Confession: before my late junior year discovery of rock and roll, my musical interest started rolling with the pop music of my first two years of high school (1982-84) with the discovery of many new artists through the early days of MTV. So the beginning of a quickly escalating phase of music purchasing started with Madonna's first two albums. By 1986's True Blue though I was a rocker and pop hits like "Papa Don't Preach" and "Open Your Heart", while a big step forward creatively for Madge, just didn't tickle my ear like earlier hits ("Borderline", "Into the Groove", "Dress You Up"). Enjoyed the title track but found "La Isla Bonita" kind of bland. Big album with lots of hits but just all right with me. Ends with a fizzle as "Love Makes the World Go Round" is trite and "Jimmy Jimmy" is just dumb. Still I realize this album is a finely crafted album by an artist venturing successfully in new directions. So given it's a "not you, it's me" kind-of-album, I'd give it :3.0:

Sam though gets several :thumbsup:'s for putting a number one 80s pop album forth (instead of going all music-nerd esoteric on us)
 
Sam though gets several :thumbsup:'s for putting a number one 80s pop album forth (instead of going all music-nerd esoteric on us)
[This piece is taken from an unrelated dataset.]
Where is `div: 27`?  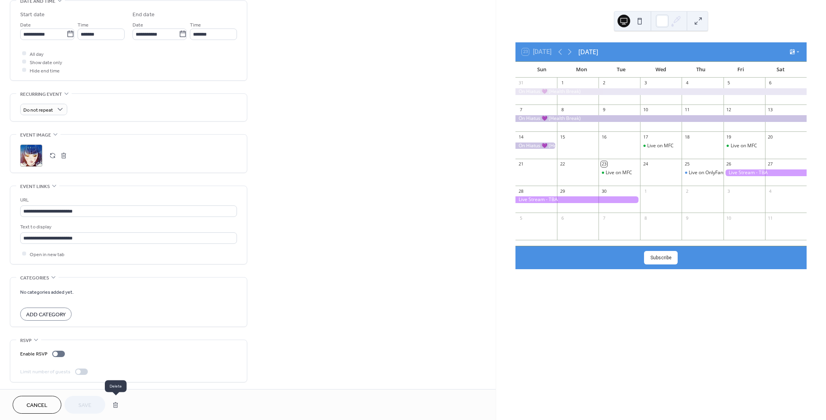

That didn't occur to me. We could have been reviewing some independent bluegrass album from twin step-brothers on dueling washtub basses and their half-cousin who plays nose-banjo from the foothills of the upper Ohio River delta. Thank you Sam!
 
I had a couple of my usual nerdy choices in mind but decided to go refreshingly mainstream. :p

Bimeby I'll put at least one of 'em up as a Lost Classic.